Officials at the International Association of Machinists and Aerospace Workers (IAM) District 70, which represents 11,000 Boeing workers in Wichita, did not immediately return a phone call seeking comment.

Boeing's Solis said the company would uphold all agreements in its contract with the IAM.

On the New York Stock Exchange, Boeing shares rose 40 cents to $56.79, a gain of 0.7 percent. By contrast, the Dow Jones industrial average, which includes Boeing, fell 0.3 percent.

The 747 conversion program can deliver up to 12 freighters a year but has only had enough orders to ship three a year over the last three years, raising the cost of each plane and making Boeing less competitive against rivals.

``The facility can do 12 a year and to be really efficient that's where it needs to be,'' said Boeing spokeswoman Anne DeAngelis.

With revenues from its traditional commercial jet business stagnating in recent years, Boeing has sought to diversify into such areas as maintenance and modification, including military work.

Boeing has also shifted work on several programs either within its far-flung manufacturing empire or to outside partners in an effort to boost productivity and profits and fend off hard-charging rival planemaker Airbus SAS [ARBU.UL].

Last March it said it would move the assembly of its 757 narrow-body jet fuselage to Wichita from Renton, Washington, and move some sub-assembly work to Italy's Alenia , an action that sparked a lawsuit by the Seattle-area machinists.

Later in March Boeing announced it would move its headquarters from Seattle, ultimately choosing Chicago for its new home, and said it would trim 500 workers from its 1,000-strong corporate staff.

Last week Boeing said it would consolidate commercial jet electrical wire assembly work at its Everett, Washington, plant, uniting 1,700 scattered workers and closing an aging Renton building badly damaged in a Feb. 28 earthquake.

And earlier on Friday Boeing said it would likely lay off workers at Kennedy Space Center in Florida in a realignment of its human space flight and exploration programs.

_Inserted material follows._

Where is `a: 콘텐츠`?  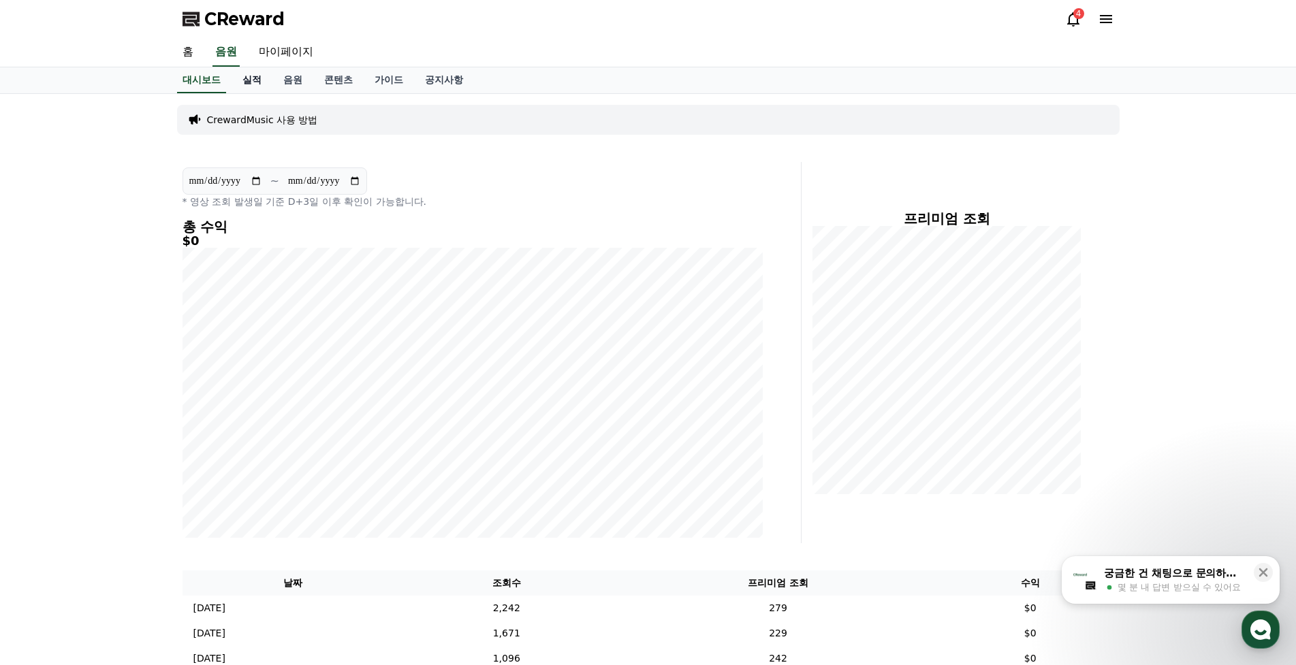 a: 콘텐츠 is located at coordinates (338, 80).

From 1998 to 2000 Boeing slashed nearly 50,000 jobs from a peak payroll of 238,600, but has slowly rebuilt its work force more recently, buying a handful of new businesses, including the satellite-making arm of Hughes Electronics (NYSE:GMH - news).

As of July 1, Boeing employed 199,400 people, including 17,300 in Kansas, its third-largest base after Washington state and California.

At the 1998 peak, Boeing employed more than 22,000 workers in Kansas.